Rabu, 26 Februari 2014

Fertilizer Limits Sought Near Lake Erie to Fight Spread of Algae


A United States-Canadian agency called on Wednesday for swift and sweeping limits on the use of fertilizer around Lake Erie to reduce the amount of phosphorus entering the water and creating a vast blanket of algae each summer, threatening fisheries, tourism and even drinking water.


In a report on the algae problem, the agency, the International Joint Commission, said that fertilizer swept by rains from farms and lawns was a major source of phosphorus in the lake. It recommended that crop insurance be tied to farmers' adoption of practices that limit fertilizer runoff, and that Ontario, Ohio and Pennsylvania ban most sales of phosphorus-based lawn fertilizers.


The commission, which studies and regulates water uses in streams and lakes along the border of the United States and Canada, urged Michigan and Ohio to invoke the Clean Water Act to limit phosphorus pollution from farmland as opposed to from factories and other places where pollution can be pinpointed and measured.


The proposals are likely to encounter strong opposition from the agricultural industry and fertilizer manufacturers. Both groups have already asked a federal appeals court to prohibit the Environmental Protection Agency from regulating farm-related pollution from phosphorus and other chemicals along the Chesapeake Bay.


Phosphorus - and especially phosphorus in fertilizer, which is designed to be easily absorbed by plants - is the source of the algal blooms, some of which are so toxic that they have killed dogs and sickened swimmers. Beyond clotting the lake's surface, decomposing algae consumes the oxygen in the lake's deep center each summer, creating a dead zone where deepwater fish that are essential to the lake's food chain cannot exist.


National and state governments rid the lake of algae in the 1980s, ordering big cuts in phosphorus pollution from factories and sewage plants. But the blooms returned in the late 1990s as farmers started applying fertilizer on frozen fields in the winter, and spreading or spraying it instead of injecting it into the ground.


In 2011, heavy spring rains washed so much phosphorus into the lake that the succeeding summer, algal bloom, at 1,920 square miles, was three times bigger than any previous one.


That and other large blooms have crippled tourism in a region where sport fishing and lake recreation are major industries, and they have forced towns and cities to filter and even shut off drinking water. The multibillion-dollar commercial fishing industry could be hit hard. The lake's growing dead zone has prompted deepwater fish to move upward in search of oxygen, only to run into warmer waters that they find hard to tolerate. Deepwater fish such as perch - a favorite food of one big commercial fish, the walleye - could suffer if the dead zone continues to expand.


'The long-term potential impact on fisheries is something we're really worried about,' said Donald Scavia, a scientist at the University of Michigan's Graham Environmental Sustainability Institute.


Although the sources of phosphorus range from leaky septic tanks to storm sewers to ordinary rainfall, the biggest contributor is farming, the report indicates - and the biggest farm source is the fields along the Maumee River watershed in Ohio and Indiana.


Both the United States and Canada have set targets for reducing Erie's phosphorus load by 2018, but the commission's report states that those targets are too low. To return the lake to the mostly algae-free state it enjoyed in the mid-1990s, it states, the Maumee's phosphorus runoff must be cut by 39 percent.


Both governments and private organizations conduct programs that encourage farmers to voluntarily limit fertilizer runoff, but regulatory limits are mostly nonexistent. The commission's report urges a mix of voluntary and legal programs to achieve large reductions by 2022, with a focus on dissolved reactive phosphorus, the sort used in fertilizers.


The report also states that farmers in lakeside states and provinces should prohibit spreading fertilizer on snowy or frozen ground, where it is most likely to be carried away by melting or rains, and should limit applications in the fall.


For homeowners, the report recommends that Ontario, Ohio and Pennsylvania ban the sale of phosphorus-based lawn fertilizers except during the first growing season of new lawns, or when soil tests show that the phosphorus content is too low. It also says that Michigan and Ontario should require inspections of septic tanks to ensure they do not leak.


Using the entries that follow, collect the lines where the word "ring" appears.

##############################

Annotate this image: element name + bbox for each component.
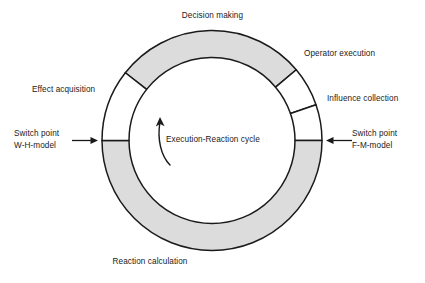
segment-label-influence-collection: Influence collection bbox=[327, 93, 398, 105]
switch-point-label-left: Switch point W-H-model bbox=[14, 128, 59, 151]
segment-label-decision-making: Decision making bbox=[0, 10, 425, 22]
switch-point-left-line2: W-H-model bbox=[14, 141, 56, 150]
center-cycle-label: Execution-Reaction cycle bbox=[166, 134, 260, 146]
arrow-head-switch-point-right bbox=[326, 137, 334, 144]
ring-segment-decision-making bbox=[125, 31, 296, 90]
switch-point-label-right: Switch point F-M-model bbox=[352, 128, 397, 151]
segment-label-reaction-calculation: Reaction calculation bbox=[0, 256, 300, 268]
segment-label-effect-acquisition: Effect acquisition bbox=[32, 84, 95, 96]
ring-segment-reaction-calculation bbox=[102, 141, 322, 251]
switch-point-left-line1: Switch point bbox=[14, 129, 59, 138]
segment-label-operator-execution: Operator execution bbox=[304, 48, 375, 60]
switch-point-right-line1: Switch point bbox=[352, 129, 397, 138]
diagram-canvas: Decision making Operator execution Influ… bbox=[0, 0, 425, 283]
switch-point-right-line2: F-M-model bbox=[352, 141, 392, 150]
arrow-head-switch-point-left bbox=[91, 137, 99, 144]
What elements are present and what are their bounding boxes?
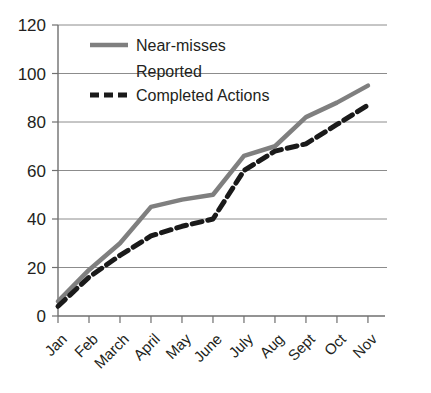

##############################

#### Exercise answer
ring-segment-decision-making bbox=[125, 31, 296, 90]
ring-segment-reaction-calculation bbox=[102, 141, 322, 251]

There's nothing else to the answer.